Dick Merrill - Private Life

Private Life

Now famous, Merrill thoroughly enjoyed his celebrity and loved the nightlife and hobnobbed with both the famous and infamous. Although earning a good salary, he habitually was broke due to gambling. He had become a fixture at the parties of the rich and famous, and it was at one of these that he met Toby Wing, a chorus girl who became a movie star, appearing in 52 features and shorts. The two married in Tijuana in 1938, but her parents objected to this sort of marriage, so they were married a second time at the home of Sidney Shannon, an early Eastern Air Lines investor. His marriage finally turned around his financial woes and he became devoted to his new wife.

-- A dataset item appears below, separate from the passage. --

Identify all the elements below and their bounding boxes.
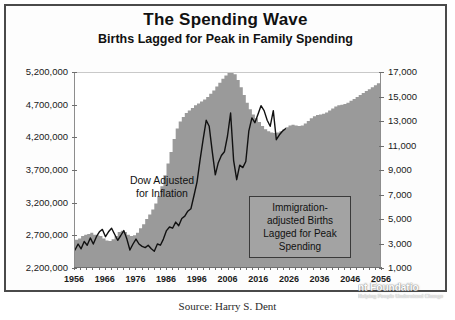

Merrill was 22 years Wing's senior, and shortly after their marriage she met Bob Hope who joked, "Toby it's nice to see you and I'm glad to see you brought your father along." According to Wing, Merrill never forgave Hope for the insult.

After a Broadway run, Toby retired from show business the next year, and the couple moved to Miami, where Merrill flew the Eastern Air Lines Miami to New York runs with occasional flights to South America.

Read more about this topic:  Dick Merrill

Famous quotes containing the words private life, private and/or life:

    As in private life one differentiates between what a man thinks and says of himself and what he really is and does, so in historical struggles one must still more distinguish the language and the imaginary aspirations of parties from their real organism and their real interests, their conception of themselves from their reality.
    Karl Marx (1818–1883)

    I am opposed to writing about the private lives of living authors and psychoanalyzing them while they are alive. Criticism is getting all mixed up with a combination of the Junior F.B.I.- men, discards from Freud and Jung and a sort of Columnist peep- hole and missing laundry list school.... Every young English professor sees gold in them dirty sheets now. Imagine what they can do with the soiled sheets of four legal beds by the same writer and you can see why their tongues are slavering.
    Ernest Hemingway (1899–1961)

    What is a life or two, Guy! Some people are better off dead. Like your wife and my father, for instance.